Elsewhere, Mercedes-Benz recently recreated a 60-mile journey taken by founder Carl Benz's wife Bertha in 1888 using the Benz Patent Motor Car. The re-enactment was done by an autonomous S-class featuring production-based radar and detection systems. Mercedes' autonomous systems are, according to a spokesman, “very close to production”, and it's simply a case of refining the technology for road use and making it available for the right price.
Audi is also working on autonomous technology and demonstrated its latest developments at the Consumer Electronics Show in Las Vegas earlier this year. The firm's prototype is fitted with a system that enables it to find its own parking space via a smartphone app, and a program that allows the car to pilot itself through traffic using the built-in cameras and lane departure sensors.

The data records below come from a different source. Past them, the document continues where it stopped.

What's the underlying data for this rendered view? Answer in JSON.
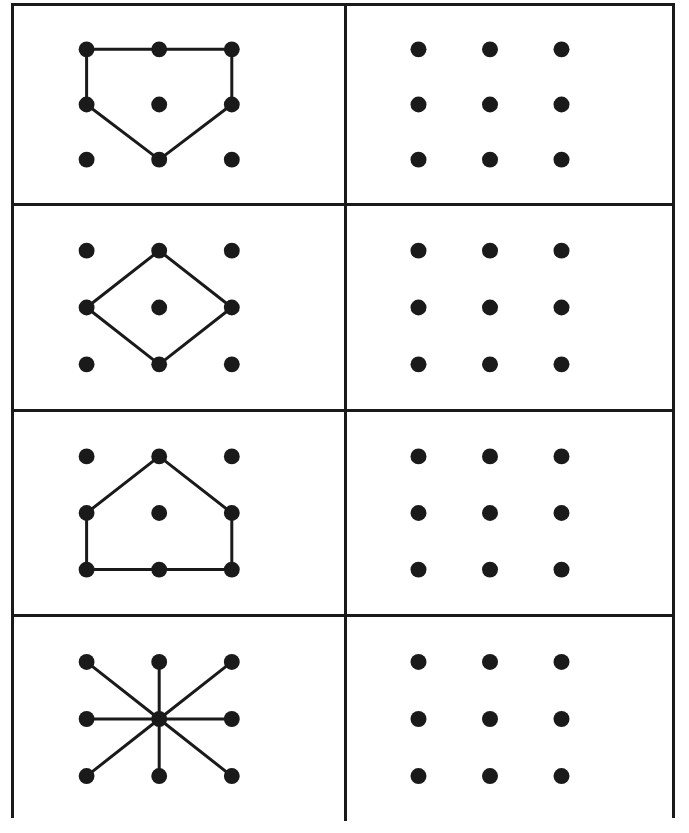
{
  "page": {
    "width": 689,
    "height": 833,
    "background_color": "#ffffff",
    "ink_color": "#1a1a1a"
  },
  "frame": {
    "x": 11,
    "y": 3,
    "width": 664,
    "height": 815,
    "border_width": 3,
    "border_color": "#1a1a1a"
  },
  "grid_layout": {
    "rows": 4,
    "columns": 2,
    "row_heights": [
      200,
      206,
      205,
      204
    ],
    "column_widths": [
      333,
      325
    ],
    "divider_color": "#1a1a1a",
    "divider_width": 3
  },
  "dot_grid": {
    "rows": 3,
    "columns": 3,
    "dot_radius": 8,
    "dot_color": "#1a1a1a",
    "line_color": "#1a1a1a",
    "line_width": 3,
    "node_labels": [
      "top-left",
      "top-center",
      "top-right",
      "mid-left",
      "center",
      "mid-right",
      "bottom-left",
      "bottom-center",
      "bottom-right"
    ],
    "node_positions_pct": {
      "x": [
        22,
        44,
        66
      ],
      "y": [
        22,
        50,
        78
      ]
    }
  },
  "cells": [
    {
      "row": 1,
      "column": "left",
      "name": "pentagon-home-plate-inverted",
      "kind": "pattern",
      "shape_type": "closed-polygon",
      "path_nodes": [
        "top-left",
        "top-center",
        "top-right",
        "mid-right",
        "bottom-center",
        "mid-left",
        "top-left"
      ],
      "edges": [
        [
          "top-left",
          "top-center"
        ],
        [
          "top-center",
          "top-right"
        ],
        [
          "top-right",
          "mid-right"
        ],
        [
          "mid-right",
          "bottom-center"
        ],
        [
          "bottom-center",
          "mid-left"
        ],
        [
          "mid-left",
          "top-left"
        ]
      ]
    },
    {
      "row": 1,
      "column": "right",
      "name": "blank-dot-grid",
      "kind": "blank",
      "shape_type": "none",
      "edges": []
    },
    {
      "row": 2,
      "column": "left",
      "name": "diamond-rhombus",
      "kind": "pattern",
      "shape_type": "closed-polygon",
      "path_nodes": [
        "top-center",
        "mid-right",
        "bottom-center",
        "mid-left",
        "top-center"
      ],
      "edges": [
        [
          "top-center",
          "mid-right"
        ],
        [
          "mid-right",
          "bottom-center"
        ],
        [
          "bottom-center",
          "mid-left"
        ],
        [
          "mid-left",
          "top-center"
        ]
      ]
    },
    {
      "row": 2,
      "column": "right",
      "name": "blank-dot-grid",
      "kind": "blank",
      "shape_type": "none",
      "edges": []
    },
    {
      "row": 3,
      "column": "left",
      "name": "house-pentagon",
      "kind": "pattern",
      "shape_type": "closed-polygon",
      "path_nodes": [
        "top-center",
        "mid-right",
        "bottom-right",
        "bottom-center",
        "bottom-left",
        "mid-left",
        "top-center"
      ],
      "edges": [
        [
          "top-center",
          "mid-right"
        ],
        [
          "mid-right",
          "bottom-right"
        ],
        [
          "bottom-right",
          "bottom-center"
        ],
        [
          "bottom-center",
          "bottom-left"
        ],
        [
          "bottom-left",
          "mid-left"
        ],
        [
          "mid-left",
          "top-center"
        ]
      ]
    },
    {
      "row": 3,
      "column": "right",
      "name": "blank-dot-grid",
      "kind": "blank",
      "shape_type": "none",
      "edges": []
    },
    {
      "row": 4,
      "column": "left",
      "name": "eight-spoke-star-asterisk",
      "kind": "pattern",
      "shape_type": "radial-spokes",
      "path_nodes": [
        "center"
      ],
      "edges": [
        [
          "center",
          "top-left"
        ],
        [
          "center",
          "top-center"
        ],
        [
          "center",
          "top-right"
        ],
        [
          "center",
          "mid-left"
        ],
        [
          "center",
          "mid-right"
        ],
        [
          "center",
          "bottom-left"
        ],
        [
          "center",
          "bottom-center"
        ],
        [
          "center",
          "bottom-right"
        ]
      ]
    },
    {
      "row": 4,
      "column": "right",
      "name": "blank-dot-grid",
      "kind": "blank",
      "shape_type": "none",
      "edges": []
    }
  ]
}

Earlier this year, BMW released video footage of an M235i capable of drifting itself. Using advanced GPS, the car could operate the steering, accelerator and brakes and complete drifts without any help from the driver. Elsewhere, Nissan boss Andy Palmer said he wants a “production ready” self-driving Nissan prepared for production by 2020, although in certain circumstances, such as congested cities, it would still require driver input.
While there are still at least three years to wait before the first autonomous cars are production-ready, Google believes the technology is crucial to managing congested roads in the future. Urmson believes that "we all dream of a world in which city centres are freed of congestion from cars circling for parking and have fewer intersections made dangerous by distracted drivers... thousands of situations on city streets that would have stumped us two years ago can now be navigated autonomously".
Mike Vousden
Mercedes-Benz joins the electric-car fray with today’s announcement of its B-class Electric Drive, priced from $42,375. Buyers also may be eligible for a federal tax credit of $7500, bringing the price down to $34,875, while other states may offer additional credits for buying an EV.
The B-class Electric Drive (is that “BED” for an acronym?) is a handsome five-door compact crossover, and the electric version will be the only model sold in the States. Make that select states: Initially, the car will roll out only to dealers in California, Connecticut, Maine, Maryland, Massachusetts, New Jersey, New York, Oregon, Rhode Island, and Vermont. Mercedes is expected to address availability in the remaining states in 2015.
Power is supplied by a 177-hp electric motor (developed by Tesla Motors) that produces 251 lb-ft of torque. According to Mercedes, that’s enough to propel the B-class to 60 mph in 7.9 seconds. The B-class ED features front-wheel drive and a 28-kWh lithium-ion battery good for an 85-mile range according to the EPA. Mercedes claims the battery can be recharged to a 60-mile range in approximately two hours on a 240-volt charger. MPGe figures are pending.
On the features front, the car includes nav, collision-prevention assist with adaptive brake assist, attention assist for distracted drivers, and three years worth of mbrace2, Mercedes’ telematics system. Options (for which no pricing was available) include blind-spot assist, lane-keep assist, parking assist, and Mercedes’ multimedia system, COMAND, with a seven-inch display.
To provide owners with a worry-free experience, the B-class ED is covered by Battery Coverage Plus, which consists of an 8-year/100,000-mile battery warranty that covers defects as well as coverage for diminished battery capacity. In addition, the B-class offers no-cost annual maintenance and roadside assistance.
That’s the pricing part of the equation. In the second part of this story, we’ll take a closer look at this growing segment of electrics and investigate how the new B-class compares with the competition.
A new Italian stallion drifting in slow motion with incredible exhaust notes? Yeah, you love it. Watch the video here.